Drawing a tree is the most fantastic cliché, and the common poplar is the most fantastic of trees. They have a mercurial pulse in their wild sap that drives them to extremes, to sacrifice limbs to storms, and die young and mutilated, having lived well. Compare the Slavic birch that suffers meekly and whose fall at an equally young age amounts to little more than a resigned sigh. Poplar and its quaking and shivering leaves, green coins that shiver and shower. Dancing tree, talking tree, no other is so great a model.
At the beginning of spring I occupied myself with drawing a clutch of battered poplars by the stream. With broken and twisted branches, dead tops, and bizarre growing angles they yet contain an unrepressed lust for life that attracts me. Of these drawings, the smallest is around the size of a postcard and the largest is, well, around the size of a large postcard. I begin very plainly and produce a boring image barely worth mentioning.
I discard it without much worry, it’s a good sign that it isn’t quite so simple. I need to get closer, the playful forms of the branches are what count. I paint over the first picture and start another focusing on a locus of broken and convoluted limbs. The large gestures go well, and I almost like it, but I trip over the details. Leaving out this information completely feels lacking, but describing it unbalances the focus of the drawing. Any twig overly focused on is magnified by my faltering hand and rendered larger than the branch that bears it. At every instant, this distortion is uncomfortably present. I thought I was experienced enough to avoid this phenomenon but I am caught in it regardless. One element turns out ok, but my effort to simplify the now overwrought details makes a mess of my drawing. I am out of practice.
Now I am a bit annoyed and I stop for a moment and look across the stream at three great oaks. One lays broken where it fell years ago. The arched trunk still maintains its gesture, reaching for light even in its repose. Over this and bereft of leaves stands the mute tower of a snag. Above it an empty hole in the canopy lets in the sky. I hurry when I walk beneath it, expecting the tower to lean and plunge towards me with its silent, final mass. The largest of the oaks still lives, its thick trunk hollowed on one side into a living sepulcher, but its buttressed branches hold a shifting canopy of glossy new leaves shining with vitality. The shining leaves and trunk wet with rot seem irreconcilable. What is the name of something at once newly born and dying?
Describing these great forms feels somehow naive, my young fingers and my juvenile enthusiasm prevent me from comprehending the violent years that bent these tortured shapes. I imagine the fate I share in common with these trees, but still I cannot recognize their contortions as death. It is much too idyllic. My picture cannot take on this scene without the pretense of beauty. I turn back to the poplars. Nothing on my side of the stream has gravity like these oaks, no opaque time of years long past. I will have to try again with a wider frame of reference, a calmer mind and a patient hand.
The next day is all bright relief, soaked in a hot light that darkens the sky to the bluest well. I draw sitting, slowly, delicately. The sky is so dark and the light so brilliant. It makes for an accurate drawing and cramps my back and neck. This drawing is successful as far as it looks like the trees, but resemblance alone does not satisfy me.
I move closer and this time draw standing, and this is a lot of fun. I do a quick sketch and move on, and I feel optimistic.
Again I begin strong, with good and limited use of color and value. But in the details it begins to fall apart. Slowly, and then all at once, I am faced with a very unsuccessful drawing. Without thinking I act quickly and darken the middle of the drawing in a few big marks. Somehow this undoes the tension that was developing in my picture and in my body, and I regain my confidence. I make very few moves, maybe fifty, and the drawing is done. I have no idea what to think of it, and I put it away.
One more drawing is left in me. I start right away, and I know exactly where I am going this time. My marks are bold, the highlights bright, the composition simple and cleaner than the previous drawings. But then something happens that I did not expect. In the middle of a difficult moment, a man walks by and starts to observe me. I can’t help it, it throws me. Soon I have another audience member, and he’s a talker. This is not the first time this has happened. My town is a bit rough, and frequently, someone will come up to me and I will always brace myself. However, almost everyone is genuinely curious and very kind. I find my expectations of people constantly challenged and I’ve grown quite attached to putting myself into situations where I have to confront my community, and they me. Usually, I like working outdoors for this reason, but this instance was bad timing. This is the excuse I make when a couple days after finishing this drawing that I thought was a success, I find it rather mediocre.
However, at the same time, the previous drawing has undergone a change and it catches my eye. I look again at this picture, and I realize that I like it. It is ugly, but it has a different ugliness than the rest. My failure seems to have left empty space in the middle on which to focus, a vacancy in the drawing that I find welcoming. Looking at it now, I can tell I really failed and had to come back from it. Maybe it starts to get good once you can forgive yourself for failing.
Image at top: Reed McLean, Stumped Ash, ink, iron acetate, acrylic medium, colored pencil on paper mounted to canvas on board, 2021.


### [EXERCISE BRIEF]
Please restate every line below exactly, without any pictures.

[Dataset entries]

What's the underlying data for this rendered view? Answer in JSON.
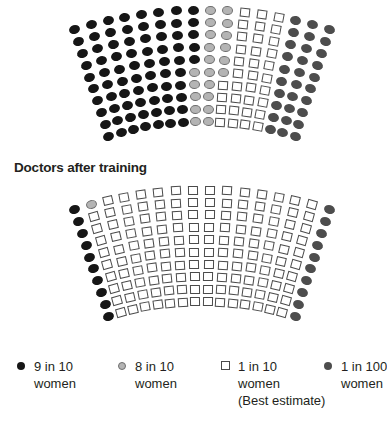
{
  "colors": {
    "nine_in_ten": "#161616",
    "eight_in_ten": "#b4b4b4",
    "one_in_ten": "#ffffff",
    "one_in_hundred": "#4d4d4d"
  },
  "section_title": "Doctors after training",
  "legend": [
    {
      "key": "black",
      "marker": "dot",
      "line1": "9 in 10",
      "line2": "women",
      "line3": ""
    },
    {
      "key": "gray",
      "marker": "dot",
      "line1": "8 in 10",
      "line2": "women",
      "line3": ""
    },
    {
      "key": "sq",
      "marker": "square",
      "line1": "1 in 10",
      "line2": "women",
      "line3": "(Best estimate)"
    },
    {
      "key": "dark",
      "marker": "dot",
      "line1": "1 in 100",
      "line2": "women",
      "line3": ""
    }
  ],
  "chart_data": [
    {
      "type": "icon-array",
      "title": "",
      "description": "Fan-shaped icon array, 16 columns x 10 rows; each symbol is a doctor's answer category (before training)",
      "columns": 16,
      "rows": [
        [
          "black",
          "black",
          "black",
          "black",
          "black",
          "black",
          "black",
          "black",
          "gray",
          "gray",
          "sq",
          "sq",
          "sq",
          "dark",
          "dark",
          "dark"
        ],
        [
          "black",
          "black",
          "black",
          "black",
          "black",
          "black",
          "black",
          "black",
          "gray",
          "gray",
          "sq",
          "sq",
          "sq",
          "dark",
          "dark",
          "dark"
        ],
        [
          "black",
          "black",
          "black",
          "black",
          "black",
          "black",
          "black",
          "black",
          "gray",
          "gray",
          "sq",
          "sq",
          "sq",
          "dark",
          "dark",
          "dark"
        ],
        [
          "black",
          "black",
          "black",
          "black",
          "black",
          "black",
          "black",
          "black",
          "gray",
          "gray",
          "sq",
          "sq",
          "sq",
          "dark",
          "dark",
          "dark"
        ],
        [
          "black",
          "black",
          "black",
          "black",
          "black",
          "black",
          "black",
          "black",
          "gray",
          "gray",
          "sq",
          "sq",
          "sq",
          "dark",
          "dark",
          "dark"
        ],
        [
          "black",
          "black",
          "black",
          "black",
          "black",
          "black",
          "black",
          "gray",
          "gray",
          "gray",
          "sq",
          "sq",
          "sq",
          "dark",
          "dark",
          "dark"
        ],
        [
          "black",
          "black",
          "black",
          "black",
          "black",
          "black",
          "black",
          "gray",
          "gray",
          "sq",
          "sq",
          "sq",
          "sq",
          "dark",
          "dark",
          "dark"
        ],
        [
          "black",
          "black",
          "black",
          "black",
          "black",
          "black",
          "black",
          "gray",
          "gray",
          "sq",
          "sq",
          "sq",
          "sq",
          "dark",
          "dark",
          "dark"
        ],
        [
          "black",
          "black",
          "black",
          "black",
          "black",
          "black",
          "black",
          "gray",
          "gray",
          "sq",
          "sq",
          "sq",
          "sq",
          "dark",
          "dark",
          "dark"
        ],
        [
          "black",
          "black",
          "black",
          "black",
          "black",
          "black",
          "black",
          "gray",
          "gray",
          "sq",
          "sq",
          "sq",
          "sq",
          "dark",
          "dark",
          "dark"
        ]
      ],
      "counts": {
        "9 in 10 women": 75,
        "8 in 10 women": 26,
        "1 in 10 women (Best estimate)": 29,
        "1 in 100 women": 30
      }
    },
    {
      "type": "icon-array",
      "title": "Doctors after training",
      "columns": 16,
      "rows": [
        [
          "black",
          "gray",
          "sq",
          "sq",
          "sq",
          "sq",
          "sq",
          "sq",
          "sq",
          "sq",
          "sq",
          "sq",
          "sq",
          "sq",
          "sq",
          "dark"
        ],
        [
          "black",
          "sq",
          "sq",
          "sq",
          "sq",
          "sq",
          "sq",
          "sq",
          "sq",
          "sq",
          "sq",
          "sq",
          "sq",
          "sq",
          "sq",
          "dark"
        ],
        [
          "black",
          "sq",
          "sq",
          "sq",
          "sq",
          "sq",
          "sq",
          "sq",
          "sq",
          "sq",
          "sq",
          "sq",
          "sq",
          "sq",
          "sq",
          "dark"
        ],
        [
          "black",
          "sq",
          "sq",
          "sq",
          "sq",
          "sq",
          "sq",
          "sq",
          "sq",
          "sq",
          "sq",
          "sq",
          "sq",
          "sq",
          "sq",
          "dark"
        ],
        [
          "black",
          "sq",
          "sq",
          "sq",
          "sq",
          "sq",
          "sq",
          "sq",
          "sq",
          "sq",
          "sq",
          "sq",
          "sq",
          "sq",
          "sq",
          "dark"
        ],
        [
          "black",
          "sq",
          "sq",
          "sq",
          "sq",
          "sq",
          "sq",
          "sq",
          "sq",
          "sq",
          "sq",
          "sq",
          "sq",
          "sq",
          "sq",
          "dark"
        ],
        [
          "black",
          "sq",
          "sq",
          "sq",
          "sq",
          "sq",
          "sq",
          "sq",
          "sq",
          "sq",
          "sq",
          "sq",
          "sq",
          "sq",
          "sq",
          "dark"
        ],
        [
          "black",
          "sq",
          "sq",
          "sq",
          "sq",
          "sq",
          "sq",
          "sq",
          "sq",
          "sq",
          "sq",
          "sq",
          "sq",
          "sq",
          "sq",
          "dark"
        ],
        [
          "black",
          "sq",
          "sq",
          "sq",
          "sq",
          "sq",
          "sq",
          "sq",
          "sq",
          "sq",
          "sq",
          "sq",
          "sq",
          "sq",
          "sq",
          "dark"
        ],
        [
          "black",
          "sq",
          "sq",
          "sq",
          "sq",
          "sq",
          "sq",
          "sq",
          "sq",
          "sq",
          "sq",
          "sq",
          "sq",
          "sq",
          "sq",
          "dark"
        ]
      ],
      "counts": {
        "9 in 10 women": 10,
        "8 in 10 women": 1,
        "1 in 10 women (Best estimate)": 139,
        "1 in 100 women": 10
      }
    }
  ]
}
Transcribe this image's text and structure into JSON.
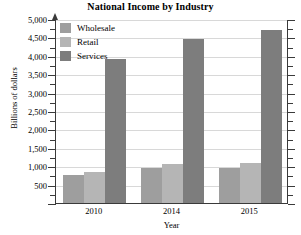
{
  "chart_data": {
    "type": "bar",
    "title": "National Income by Industry",
    "xlabel": "Year",
    "ylabel": "Billions of dollars",
    "categories": [
      "2010",
      "2014",
      "2015"
    ],
    "series": [
      {
        "name": "Wholesale",
        "color": "#9e9e9e",
        "values": [
          750,
          950,
          950
        ]
      },
      {
        "name": "Retail",
        "color": "#b5b5b5",
        "values": [
          850,
          1050,
          1080
        ]
      },
      {
        "name": "Services",
        "color": "#7d7d7d",
        "values": [
          3900,
          4450,
          4700
        ]
      }
    ],
    "ylim": [
      0,
      5000
    ],
    "ytick_step": 500,
    "yticks": [
      0,
      500,
      1000,
      1500,
      2000,
      2500,
      3000,
      3500,
      4000,
      4500,
      5000
    ],
    "ytick_labels": [
      "",
      "500",
      "1,000",
      "1,500",
      "2,000",
      "2,500",
      "3,000",
      "3,500",
      "4,000",
      "4,500",
      "5,000"
    ],
    "minor_ticks": true,
    "grid": true,
    "grid_axis": "y",
    "legend_position": "top-left",
    "legend_entries": [
      "Wholesale",
      "Retail",
      "Services"
    ]
  },
  "style": {
    "grid_color": "#d8d8d8",
    "axis_color": "#3a3a3a",
    "text_color": "#000000",
    "background": "#ffffff"
  }
}
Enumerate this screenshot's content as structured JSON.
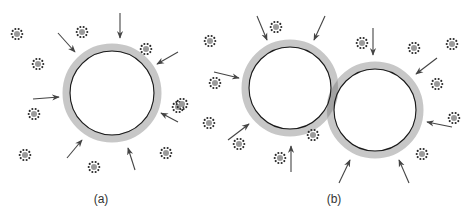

### [RESULT OF THIS EXERCISE]
What's the underlying data for this rendered view? Answer in JSON.
{
  "colors": {
    "nine_in_ten": "#161616",
    "eight_in_ten": "#b4b4b4",
    "one_in_ten": "#ffffff",
    "one_in_hundred": "#4d4d4d"
  },
  "section_title": "Doctors after training",
  "legend": [
    {
      "key": "black",
      "marker": "dot",
      "line1": "9 in 10",
      "line2": "women",
      "line3": ""
    },
    {
      "key": "gray",
      "marker": "dot",
      "line1": "8 in 10",
      "line2": "women",
      "line3": ""
    },
    {
      "key": "sq",
      "marker": "square",
      "line1": "1 in 10",
      "line2": "women",
      "line3": "(Best estimate)"
    },
    {
      "key": "dark",
      "marker": "dot",
      "line1": "1 in 100",
      "line2": "women",
      "line3": ""
    }
  ],
  "chart_data": [
    {
      "type": "icon-array",
      "title": "",
      "description": "Fan-shaped icon array, 16 columns x 10 rows; each symbol is a doctor's answer category (before training)",
      "columns": 16,
      "rows": [
        [
          "black",
          "black",
          "black",
          "black",
          "black",
          "black",
          "black",
          "black",
          "gray",
          "gray",
          "sq",
          "sq",
          "sq",
          "dark",
          "dark",
          "dark"
        ],
        [
          "black",
          "black",
          "black",
          "black",
          "black",
          "black",
          "black",
          "black",
          "gray",
          "gray",
          "sq",
          "sq",
          "sq",
          "dark",
          "dark",
          "dark"
        ],
        [
          "black",
          "black",
          "black",
          "black",
          "black",
          "black",
          "black",
          "black",
          "gray",
          "gray",
          "sq",
          "sq",
          "sq",
          "dark",
          "dark",
          "dark"
        ],
        [
          "black",
          "black",
          "black",
          "black",
          "black",
          "black",
          "black",
          "black",
          "gray",
          "gray",
          "sq",
          "sq",
          "sq",
          "dark",
          "dark",
          "dark"
        ],
        [
          "black",
          "black",
          "black",
          "black",
          "black",
          "black",
          "black",
          "black",
          "gray",
          "gray",
          "sq",
          "sq",
          "sq",
          "dark",
          "dark",
          "dark"
        ],
        [
          "black",
          "black",
          "black",
          "black",
          "black",
          "black",
          "black",
          "gray",
          "gray",
          "gray",
          "sq",
          "sq",
          "sq",
          "dark",
          "dark",
          "dark"
        ],
        [
          "black",
          "black",
          "black",
          "black",
          "black",
          "black",
          "black",
          "gray",
          "gray",
          "sq",
          "sq",
          "sq",
          "sq",
          "dark",
          "dark",
          "dark"
        ],
        [
          "black",
          "black",
          "black",
          "black",
          "black",
          "black",
          "black",
          "gray",
          "gray",
          "sq",
          "sq",
          "sq",
          "sq",
          "dark",
          "dark",
          "dark"
        ],
        [
          "black",
          "black",
          "black",
          "black",
          "black",
          "black",
          "black",
          "gray",
          "gray",
          "sq",
          "sq",
          "sq",
          "sq",
          "dark",
          "dark",
          "dark"
        ],
        [
          "black",
          "black",
          "black",
          "black",
          "black",
          "black",
          "black",
          "gray",
          "gray",
          "sq",
          "sq",
          "sq",
          "sq",
          "dark",
          "dark",
          "dark"
        ]
      ],
      "counts": {
        "9 in 10 women": 75,
        "8 in 10 women": 26,
        "1 in 10 women (Best estimate)": 29,
        "1 in 100 women": 30
      }
    },
    {
      "type": "icon-array",
      "title": "Doctors after training",
      "columns": 16,
      "rows": [
        [
          "black",
          "gray",
          "sq",
          "sq",
          "sq",
          "sq",
          "sq",
          "sq",
          "sq",
          "sq",
          "sq",
          "sq",
          "sq",
          "sq",
          "sq",
          "dark"
        ],
        [
          "black",
          "sq",
          "sq",
          "sq",
          "sq",
          "sq",
          "sq",
          "sq",
          "sq",
          "sq",
          "sq",
          "sq",
          "sq",
          "sq",
          "sq",
          "dark"
        ],
        [
          "black",
          "sq",
          "sq",
          "sq",
          "sq",
          "sq",
          "sq",
          "sq",
          "sq",
          "sq",
          "sq",
          "sq",
          "sq",
          "sq",
          "sq",
          "dark"
        ],
        [
          "black",
          "sq",
          "sq",
          "sq",
          "sq",
          "sq",
          "sq",
          "sq",
          "sq",
          "sq",
          "sq",
          "sq",
          "sq",
          "sq",
          "sq",
          "dark"
        ],
        [
          "black",
          "sq",
          "sq",
          "sq",
          "sq",
          "sq",
          "sq",
          "sq",
          "sq",
          "sq",
          "sq",
          "sq",
          "sq",
          "sq",
          "sq",
          "dark"
        ],
        [
          "black",
          "sq",
          "sq",
          "sq",
          "sq",
          "sq",
          "sq",
          "sq",
          "sq",
          "sq",
          "sq",
          "sq",
          "sq",
          "sq",
          "sq",
          "dark"
        ],
        [
          "black",
          "sq",
          "sq",
          "sq",
          "sq",
          "sq",
          "sq",
          "sq",
          "sq",
          "sq",
          "sq",
          "sq",
          "sq",
          "sq",
          "sq",
          "dark"
        ],
        [
          "black",
          "sq",
          "sq",
          "sq",
          "sq",
          "sq",
          "sq",
          "sq",
          "sq",
          "sq",
          "sq",
          "sq",
          "sq",
          "sq",
          "sq",
          "dark"
        ],
        [
          "black",
          "sq",
          "sq",
          "sq",
          "sq",
          "sq",
          "sq",
          "sq",
          "sq",
          "sq",
          "sq",
          "sq",
          "sq",
          "sq",
          "sq",
          "dark"
        ],
        [
          "black",
          "sq",
          "sq",
          "sq",
          "sq",
          "sq",
          "sq",
          "sq",
          "sq",
          "sq",
          "sq",
          "sq",
          "sq",
          "sq",
          "sq",
          "dark"
        ]
      ],
      "counts": {
        "9 in 10 women": 10,
        "8 in 10 women": 1,
        "1 in 10 women (Best estimate)": 139,
        "1 in 100 women": 10
      }
    }
  ]
}
Transcribe this image's text and structure into JSON.
{
  "chart_data": {
    "type": "bar",
    "title": "National Income by Industry",
    "xlabel": "Year",
    "ylabel": "Billions of dollars",
    "categories": [
      "2010",
      "2014",
      "2015"
    ],
    "series": [
      {
        "name": "Wholesale",
        "color": "#9e9e9e",
        "values": [
          750,
          950,
          950
        ]
      },
      {
        "name": "Retail",
        "color": "#b5b5b5",
        "values": [
          850,
          1050,
          1080
        ]
      },
      {
        "name": "Services",
        "color": "#7d7d7d",
        "values": [
          3900,
          4450,
          4700
        ]
      }
    ],
    "ylim": [
      0,
      5000
    ],
    "ytick_step": 500,
    "yticks": [
      0,
      500,
      1000,
      1500,
      2000,
      2500,
      3000,
      3500,
      4000,
      4500,
      5000
    ],
    "ytick_labels": [
      "",
      "500",
      "1,000",
      "1,500",
      "2,000",
      "2,500",
      "3,000",
      "3,500",
      "4,000",
      "4,500",
      "5,000"
    ],
    "minor_ticks": true,
    "grid": true,
    "grid_axis": "y",
    "legend_position": "top-left",
    "legend_entries": [
      "Wholesale",
      "Retail",
      "Services"
    ]
  },
  "style": {
    "grid_color": "#d8d8d8",
    "axis_color": "#3a3a3a",
    "text_color": "#000000",
    "background": "#ffffff"
  }
}
Enumerate this screenshot's content as structured JSON.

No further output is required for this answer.